The Think-Tank Mentality
by Skip Oliva
Recently
by Skip Oliva: What
Goes Around Comes Around
Several days
into my coverage of the Koch vs. Cato litigation last month, I received
an email from a Cato employee. He alleged – "off the record,"
of course – that employees at two other Koch-funded organizations
had been ordered not to publicly support Cato. He said leaders at
one organization specifically directed employees not to "like"
the Save Cato page on Facebook established by supporters of Cato
boss Ed Crane. I humored the self-interested tipster and made inquiries.
Officials at both groups strongly denied the allegations, and I
found nothing else to corroborate the Cato employee’s claims.
Unfortunately
for the Cato employee, I wasn’t Jane Mayer. I didn’t have an axe
to grind against Charles and David Koch like
Ed Crane did when he spoke "off the record" to Mayer
for her famous 2010 article in the New Yorker. Cato may wrap itself
in the cloak of anti-establishment libertarianism, but ultimately
it’s a Washington institution that plays by Washington rules. And
the first rule is never do openly what you can do through anonymous
leaks.
A few days
after the Cato employee’s email, I spoke to another person once
affiliated with Cato. He was concerned by my criticism of Cato employees.
He insisted this was really just about Ed Crane and his stubbornness,
but in the end, it was still essential to keep Cato "independent"
of the Kochs. Pressed for a reason, he said libertarianism needed
a "spokesman" in Washington, and absent Cato, he wasn’t
sure any other group would rise to the occasion.
I don’t doubt
there’s a genuine fear among Cato supporters that the institute’s
demise would leave libertarianism adrift in the nation’s capitol.
I just don’t see why it matters. Libertarians don’t need a spokesman.
Libertarians need solid philosophical grounding and a commitment
to local activism, as Gary
North eloquently explained recently. Washington should be the
furthest thing from their minds.
North noted,
"A policy-making think tank that works in a dozen or more fields
is a lost cause from day one – except for its employees, for which
it is a career gravy train." To use a retail analogy, Cato
is like a libertarian shopping mall. It’s a centralized space designed
to cater to multiple niche audiences. Cato isn’t just a spokesman.
It’s a physical presence in Washington – Cato’s headquarters building
and underlying land is valued at over $17 million by the DC government.

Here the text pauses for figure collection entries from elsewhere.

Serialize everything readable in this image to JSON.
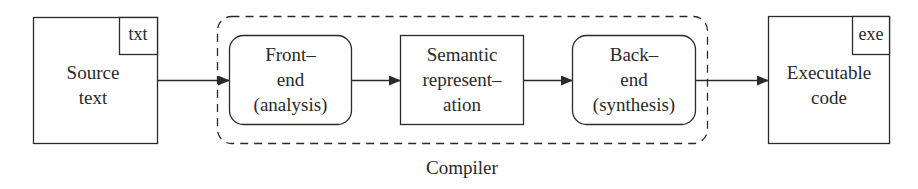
{
  "diagram": {
    "nodes": {
      "source": {
        "label_line1": "Source",
        "label_line2": "text",
        "tag": "txt"
      },
      "frontend": {
        "line1": "Front–",
        "line2": "end",
        "line3": "(analysis)"
      },
      "semantic": {
        "line1": "Semantic",
        "line2": "represent–",
        "line3": "ation"
      },
      "backend": {
        "line1": "Back–",
        "line2": "end",
        "line3": "(synthesis)"
      },
      "executable": {
        "label_line1": "Executable",
        "label_line2": "code",
        "tag": "exe"
      }
    },
    "group_label": "Compiler",
    "edges": [
      {
        "from": "source",
        "to": "frontend"
      },
      {
        "from": "frontend",
        "to": "semantic"
      },
      {
        "from": "semantic",
        "to": "backend"
      },
      {
        "from": "backend",
        "to": "executable"
      }
    ],
    "colors": {
      "stroke": "#2a2a2a",
      "background": "#ffffff"
    }
  }
}
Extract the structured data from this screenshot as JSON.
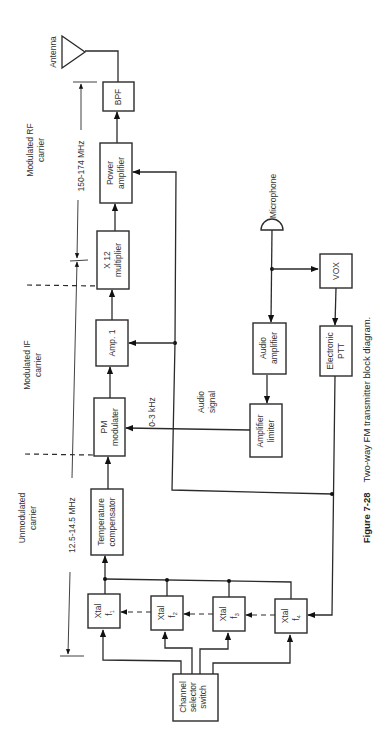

Crane and company just finished an expansion of the building as
part of a $50 million capital campaign. That alone explains the
ferocity of Cato’s resistance to the Kochs.
But a fancy
building in Washington does nothing to advance liberty. I have files
going back a decade of hundreds of people who lost their entire
livelihoods at the hands of state aggression. They lacked the resources
to even mount a fight in their own defense. Cato was nowhere to
be found. (And I personally spoke with Cato employees about many
of these cases over the years, only to be ignored because, in all
honestly, helping the peasants does little to help Ed Crane’s fundraising.)
To extend my
retail analogy, what libertarianism needs right now is not a $50
million shopping mall, but more farmers’ markets. People need decentralized,
informal organizations where they can obtain information and assistance
in resisting the day-to-day injustices of Washington. They don’t
need a group of wannabe scholars holding briefing luncheons for
Capitol Hill sycophants.
The funny thing
is Charles and David Koch, whatever their faults, are doing the
one thing you never see Washington groups do – stand their ground
on principle. Almost every defense of Cato begins, "Yes, the
Kochs may have the right to do what they’re doing, but that doesn’t
mean they should." It’s the same type of argument a prosecutor
employs when demanding someone accept a plea bargain rather than
assert their innocence at trial. It’s the reason I spent a decade
compiling all those files. People are conditioned to assert their
rights only in the abstract, never in any concrete manner. Call
it the think-tank mentality.
April
27, 2012
S.M. Oliva
[send him mail] is a freelance
writer and paralegal. His e-book
on the Koch vs. Cato controversy is available at Amazon.com.
Copyright
© 2012 by LewRockwell.com. Permission to reprint in whole or in
part is gladly granted, provided full credit is given.